Alternate titles:
Judging Art In The Context Of Which It Was Made
Cancel Culture Comes For Tulip City
"I'm not saying you're racist, just everyone who enjoys the same things as you is racist." This was told to me by a so-called "woke leftist" on a progressive Discord server a while back - I wound up leaving the server because it got incredibly toxic and inflammatory during the 6-9 months I was active on there. The topic at hand was the TV show The Dukes Of Hazzard, and how the series is seen (in a post-George Floyd world) as "Confederate Propaganda," for a myriad of reasons: There are no black main characters; it shows impoverished white folks having a good time and living a positive life in the South; it glorifies the image of simple/rural/farm living (and therefore is anti-progressivism). When asked to show me a good, wholesome, approved TV sitcom from the early 1980s, the other person could not. When I pointed out that the series depicted impoverished farmers (laborers/workers) fighting against a corrupt local police force and county council (you know, like the entire basis of the Black Lives Matter movement), this person countered with The Myth Of The Lost Cause Of The Confederacy; circling back around to the idea that it showed poverty and farming (a regressive lifestyle) as glamorous. When pointed out that, canonically, the Duke family were sharecroppers and, despite being white, were still subject to the same systematic hurdles that freed slaves faced in the Reconstruction south, I was told that this didn't matter and that I was whitewashing history with The Lost Cause Myth again.
I flipped the question back on this person "What were the show's creators trying to tell us?" because this question takes the entire context of the show out of our current, modern viewpoint, and was once again, lectured on the Lost Cause Myth, and it was here that the opening line was told to me: "I'm not saying you're racist, just everyone who enjoys the same things as you is racist." The insinuation was that the showrunners of Dukes were trying to tell us that the United States South would be better off still owning slaves, that the Duke Family (in the TV show) were taking advantage of their own white privilege, and that anyone continuing the watch the show in 2020 (at the time) was clearly living in the same fantasy world.

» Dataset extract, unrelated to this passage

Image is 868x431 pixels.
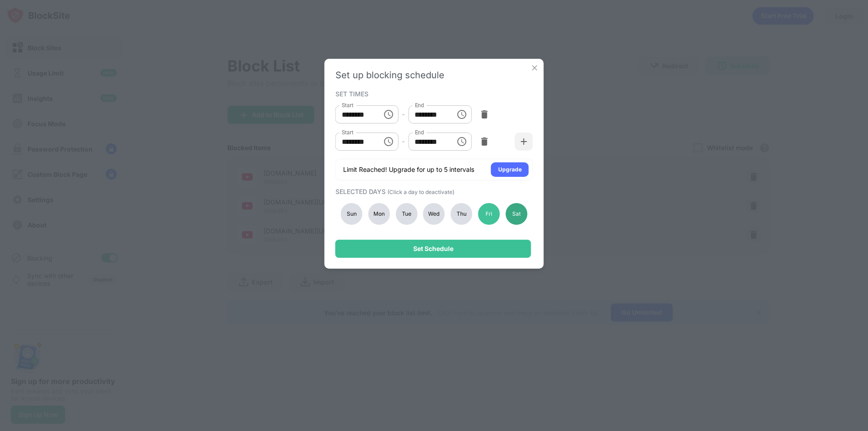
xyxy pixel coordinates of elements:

This actually trickles into a Small Beans podcast about the movie The Green Mile. The host, Michael Swaim, asks the question outright "Am I judging this movie through a 2020 lens and totally missing the point?" The answer is a solid, resounding yes. In the podcast, they were definitely looking at a movie through a 2020 lens and reaching the entirely wrong conclusions. Fact is, The Green Mile was made in 1999 and based on a novel from 1996, and tells a story from 1932. When he wrote the novel in 1996, Stephen King almost definitely wasn't thinking "What if there's a pandemic in 25 years that has us all inside reading The Internet and seeing an innocent black man get murdered by cops, which sparks a nationwide movement about black lives mattering, which will most definitely nullify the protagonist in the novel I'm writing?" In 1999 (and 1996) we still used words like "fag" and "retard" as jokes and low-grade insults...There's absolutely no comparison between where society was at in 1999 and then again in 2020.

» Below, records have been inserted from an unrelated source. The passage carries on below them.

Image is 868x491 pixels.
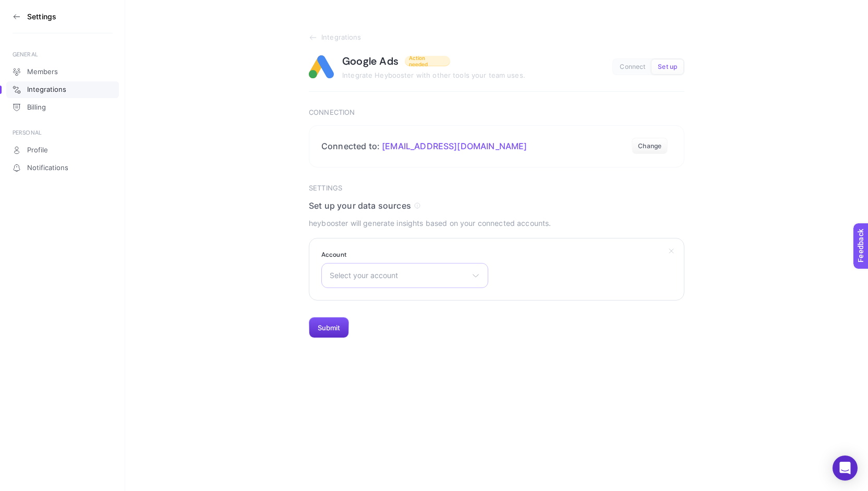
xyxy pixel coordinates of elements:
span: Profile [27,146,48,155]
a: Integrations [309,33,685,42]
button: Submit [309,317,349,338]
span: Integrations [27,85,66,94]
button: Change [632,138,668,155]
span: Action needed [409,54,446,67]
p: heybooster will generate insights based on your connected accounts. [309,217,685,230]
span: Set up your data sources [309,200,411,211]
a: Members [7,63,119,80]
span: Set up [658,63,677,71]
span: Select your account [330,271,467,280]
span: Members [27,68,58,76]
a: Integrations [7,82,119,98]
a: Notifications [7,160,119,177]
a: Billing [7,99,119,116]
h3: Settings [309,184,685,192]
span: Integrate Heybooster with other tools your team uses. [342,71,526,80]
label: Account [322,250,488,258]
div: PERSONAL [13,128,113,137]
span: Billing [27,103,46,112]
h3: Settings [27,13,57,21]
span: [EMAIL_ADDRESS][DOMAIN_NAME] [382,141,527,152]
h3: Connection [309,108,685,117]
a: Profile [7,142,119,158]
span: Notifications [27,164,68,172]
div: Open Intercom Messenger [833,456,858,481]
span: Feedback [7,3,40,12]
span: Connect [620,63,646,71]
span: Integrations [322,33,361,42]
div: GENERAL [13,50,113,58]
button: Set up [652,60,683,74]
h1: Google Ads [342,54,398,68]
h2: Connected to: [322,141,527,152]
button: Connect [613,60,652,74]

Speaking of "what the creator is trying to tell us," satire is dead. There's a reason that All In The Family or Blazing Saddles couldn't be made again: Rob Reiner and Mel Brooks have already told us! Both AITF and BS are biting bits of satire, aimed at poking fun at a very specific audience...ironically, this audience is full of people who've missed the entire point of the satire. Archie Bunker is not the good guy, he's a caricature designed to poke fun at the exact same type of person to idolize him as a hero! The townsfolk in Blazing Saddles are the ones being poked fun at - and I don't think it's a coincidence that the type of person to idolize Blazing Saddles often pick the same scene to mimic or voice out loud. Not only, as mentioned above, has society moved past the point where the Blazing Saddles/All In The Family brand of comedy is no longer tenable, but their tales have already been told in groundbreaking ways! If any creator were to attempt the same sort of satire, they'd be skewered as being derivative and unoriginal! The tropes are tired and uncreative, even if you take the objectionable content out of it.

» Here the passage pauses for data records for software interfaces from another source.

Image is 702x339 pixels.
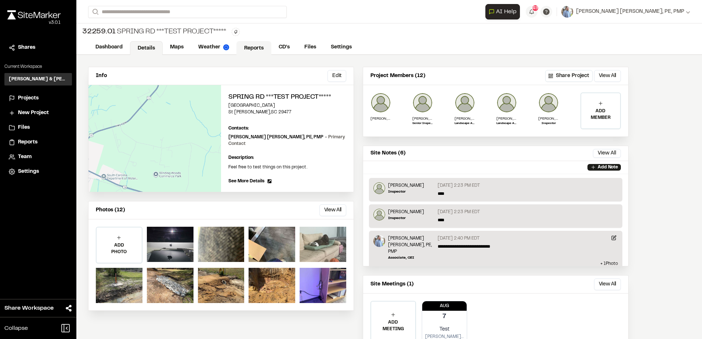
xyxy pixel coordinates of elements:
a: Files [9,124,68,132]
a: New Project [9,109,68,117]
button: Share Project [545,70,593,82]
button: Search [88,6,101,18]
span: Team [18,153,32,161]
span: Collapse [4,324,28,333]
p: Add Note [598,164,618,171]
a: Files [297,40,323,54]
h3: [PERSON_NAME] & [PERSON_NAME] Inc. [9,76,68,83]
span: Shares [18,44,35,52]
span: AI Help [496,7,517,16]
img: precipai.png [223,44,229,50]
p: Photos (12) [96,206,125,214]
span: [PERSON_NAME] [PERSON_NAME], PE, PMP [576,8,684,16]
span: See More Details [228,178,264,185]
p: Contacts: [228,125,249,132]
p: 7 [442,312,446,322]
a: Dashboard [88,40,130,54]
p: ADD MEMBER [581,108,620,121]
p: + 1 Photo [373,261,618,267]
span: 49 [532,5,538,11]
button: View All [594,279,621,290]
p: Test [425,326,464,334]
img: J. Mike Simpson Jr., PE, PMP [373,235,385,247]
img: Glenn David Smoak III [412,93,433,113]
img: User [561,6,573,18]
button: [PERSON_NAME] [PERSON_NAME], PE, PMP [561,6,690,18]
p: Site Notes (6) [370,149,406,157]
p: Landscape Architect [455,122,475,126]
p: [PERSON_NAME] [370,116,391,122]
a: Weather [191,40,236,54]
p: Inspector [388,216,424,221]
a: Projects [9,94,68,102]
p: Site Meetings (1) [370,280,414,289]
div: Oh geez...please don't... [7,19,61,26]
img: John Norris [370,93,391,113]
a: CD's [271,40,297,54]
button: Edit Tags [232,28,240,36]
p: Inspector [538,122,559,126]
p: Landscape Architect [496,122,517,126]
p: [PERSON_NAME] [PERSON_NAME], PE, PMP [228,134,346,147]
p: Senior Inspector [412,122,433,126]
button: Edit [327,70,346,82]
p: [PERSON_NAME] [388,182,424,189]
p: [DATE] 2:23 PM EDT [438,182,480,189]
img: Darby Boykin [538,93,559,113]
p: Current Workspace [4,64,72,70]
span: Share Workspace [4,304,54,313]
img: Michael Ethridge [455,93,475,113]
p: [PERSON_NAME] [455,116,475,122]
p: [DATE] 2:40 PM EDT [438,235,479,242]
button: Open AI Assistant [485,4,520,19]
a: Settings [323,40,359,54]
a: Details [130,41,163,55]
p: ADD PHOTO [97,242,142,256]
a: Reports [9,138,68,146]
a: Settings [9,168,68,176]
button: View All [319,204,346,216]
a: Reports [236,41,271,55]
img: Jeb Crews [373,209,385,221]
p: Project Members (12) [370,72,426,80]
p: Associate, CEI [388,255,435,261]
img: Jeb Crews [373,182,385,194]
img: rebrand.png [7,10,61,19]
p: Info [96,72,107,80]
p: Aug [422,303,467,309]
p: Inspector [388,189,424,195]
span: Settings [18,168,39,176]
p: Description: [228,155,346,161]
img: Erika Mueller [496,93,517,113]
p: St [PERSON_NAME] , SC 29477 [228,109,346,116]
p: Feel free to test things on this project. [228,164,346,171]
p: [PERSON_NAME] [PERSON_NAME], PE, PMP [388,235,435,255]
a: Shares [9,44,68,52]
p: [PERSON_NAME] III [412,116,433,122]
span: Projects [18,94,39,102]
span: 32259.01 [82,26,115,37]
p: [PERSON_NAME] [388,209,424,216]
div: Open AI Assistant [485,4,523,19]
button: 49 [526,6,537,18]
button: View All [594,70,621,82]
span: Files [18,124,30,132]
a: Team [9,153,68,161]
p: [DATE] 2:23 PM EDT [438,209,480,216]
span: New Project [18,109,49,117]
span: Reports [18,138,37,146]
p: [GEOGRAPHIC_DATA] [228,102,346,109]
p: [PERSON_NAME] [538,116,559,122]
a: Maps [163,40,191,54]
p: [PERSON_NAME] [496,116,517,122]
button: View All [593,149,621,158]
p: ADD MEETING [371,319,415,333]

I'll leave my readers with a challenge: As I've advised when consuming news sources, I'd also challenge you to consider the source when reading (watching or listening to) works of fiction. Who wrote, directed, and produced it? When was it made? What was going on in society at that time? Did those goings-on influence the writer/producer/director in anyway? On a broader scale, how did society at the time influence the writer/producer/director? Why did the content creators choose to tell us in the manner that they did?